New Reports Document Loss of Good Jobs for Women & Minorities in the Communications & Media Industries

Media 07.25,06

Women and minorities are losing out as a result of consolidation of media ownership and the rise of new media industries.

The Leadership Conference on Civil Rights Education Fund (LCCREF) along with the Institute for Women’s Policy Research (IWPR) today released reports documenting the civil rights concerns resulting from this trend. These data-rich reports highlight the effect that regulatory, industry, and technological changes are having on the quality and quantity of jobs for women and minorities in the communications and media industries.

The reports track employment trends and their implications, finding that unionized, blue-collar and office jobs in traditional media once led to a middle-class lifestyle, with good opportunities for women and minorities. Now, lower-paying jobs in new communications media are replacing them.

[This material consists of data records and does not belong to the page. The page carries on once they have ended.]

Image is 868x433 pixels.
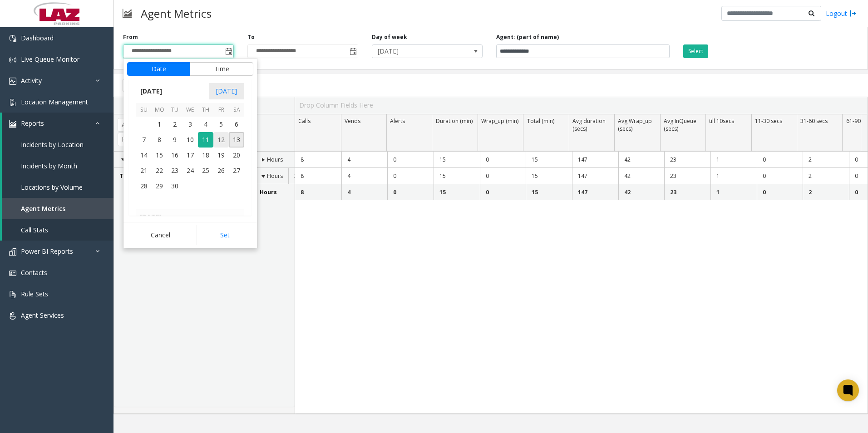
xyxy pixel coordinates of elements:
td: Thursday, September 11, 2025 [198,132,213,148]
td: 15 [434,152,480,168]
span: Dashboard [21,34,54,42]
img: logout [850,9,857,18]
td: 1 [711,152,757,168]
span: Live Queue Monitor [21,55,79,64]
td: 8 [295,168,342,185]
span: 13 [229,132,244,148]
span: Activity [21,77,42,85]
td: 15 [434,168,480,185]
span: Rule Sets [21,290,48,298]
span: 6 [229,117,244,132]
img: 'icon' [9,120,16,128]
img: 'icon' [9,78,16,85]
a: Incidents by Month [2,155,113,177]
span: till 10secs [710,117,734,125]
img: 'icon' [9,99,16,106]
td: Wednesday, September 3, 2025 [183,117,198,132]
td: Monday, September 22, 2025 [152,163,167,179]
img: 'icon' [9,35,16,42]
td: 0 [387,152,434,168]
th: Mo [152,103,167,117]
td: Friday, September 26, 2025 [213,163,229,179]
td: Wednesday, September 17, 2025 [183,148,198,163]
th: Fr [213,103,229,117]
span: 2 [167,117,183,132]
img: 'icon' [9,312,16,320]
td: Friday, September 12, 2025 [213,132,229,148]
span: 18 [198,148,213,163]
td: 15 [526,152,572,168]
span: Call Stats [21,226,48,234]
td: 0 [387,185,434,200]
button: Date tab [127,62,190,76]
button: Export to PDF [123,79,180,92]
button: Time tab [190,62,253,76]
td: Tuesday, September 2, 2025 [167,117,183,132]
td: 147 [572,152,618,168]
td: 1 [711,168,757,185]
span: [DATE] [209,83,244,99]
span: Alerts [390,117,405,125]
td: 0 [757,185,804,200]
label: To [248,33,254,42]
span: 30 [167,179,183,194]
span: [DATE] [373,45,461,58]
td: 0 [757,152,804,168]
span: 21 [136,163,152,179]
span: 25 [198,163,213,179]
img: 'icon' [9,270,16,277]
td: Saturday, September 20, 2025 [229,148,244,163]
span: 8 [152,132,167,148]
span: Reports [21,119,44,128]
td: Tuesday, September 9, 2025 [167,132,183,148]
span: Contacts [21,269,47,277]
span: 3 [183,117,198,132]
img: 'icon' [9,56,16,64]
span: Total [119,172,135,180]
td: Sunday, September 14, 2025 [136,148,152,163]
span: 11 [198,132,213,148]
span: 17 [183,148,198,163]
span: 22 [152,163,167,179]
a: Locations by Volume [2,177,113,198]
td: Friday, September 19, 2025 [213,148,229,163]
span: 27 [229,163,244,179]
td: Saturday, September 27, 2025 [229,163,244,179]
td: Sunday, September 21, 2025 [136,163,152,179]
td: Saturday, September 13, 2025 [229,132,244,148]
td: Wednesday, September 10, 2025 [183,132,198,148]
span: AgentDisplayName [117,118,201,132]
td: 8 [295,152,342,168]
td: 2 [803,168,849,185]
td: 0 [387,168,434,185]
span: 28 [136,179,152,194]
span: 12 [213,132,229,148]
label: From [123,33,138,42]
th: We [183,103,198,117]
td: Thursday, September 25, 2025 [198,163,213,179]
td: 23 [665,152,711,168]
td: Tuesday, September 23, 2025 [167,163,183,179]
th: Sa [229,103,244,117]
td: Friday, September 5, 2025 [213,117,229,132]
span: Agent Metrics [21,204,65,213]
span: Wrap_up (min) [481,117,518,125]
span: Duration (min) [436,117,473,125]
span: Hours [260,189,277,196]
span: 19 [213,148,229,163]
td: 42 [618,168,665,185]
a: Call Stats [2,220,113,240]
span: Hour [117,133,158,146]
span: 14 [136,148,152,163]
span: 23 [167,163,183,179]
th: Th [198,103,213,117]
label: Agent: (part of name) [496,33,559,42]
span: 1 [152,117,167,132]
span: 10 [183,132,198,148]
span: Incidents by Location [21,140,83,149]
td: 15 [526,185,572,200]
span: Vends [344,117,360,125]
td: 0 [480,152,526,168]
a: Agent Metrics [2,198,113,220]
span: Avg Wrap_up (secs) [618,117,652,133]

IWPR’s new report, Making the Right Call: Jobs and Diversity in the Communications and Media Sector, analyzes data from the U.S. Bureau of Labor Statistics, the EEOC, and the U.S. Census Bureau, finding that the growth of “new” digital and cable media relegates women and minorities to lower-paying jobs without the union protections and higher earnings of the traditional wireline media. The report is available at: http://www.iwpr.org/pdf/C364.pdf

The LCCREF analysis, Employment Trends in the Communications and Media Industries, discusses how rapid media consolidation over the last decade threatens the quality of job opportunities for women and minorities.


“Diversity in communications is the civil rights issue of the 21st century – one that our nation has yet to take seriously,” said Wade Henderson, executive director of the Leadership Conference on Civil Rights (LCCR) and counselor to LCCR’s public education arm, LCCREF. “The concentration of control of media and technology in the hands of a few threatens our nation’s progress in living up to its ideals of equality and opportunity.”

“The way the digital divide affects workers is often overlooked. Women and minorities have long seen stable, unionized, higher-paid jobs in wired communications. Our report shows that with the expansion of technologies, access to high-quality jobs in the Communications and Media sectors is diminishing,” notes IWPR president Dr. Heidi Hartmann.

Linda Foley, president of The Newspaper Guild-CWA, added, “The concentration of media ownership by corporate giants exacerbates the historic under-representation of women and minorities in our media industries. Preserving and expanding diversity of media ownership is absolutely critical to growing employment for women and minorities in the media industry.”

Congress is considering reform of the nation’s communications laws. The LCCREF report also contains recommendations that consider the impact that changes in these industries are having on jobs for women and minorities.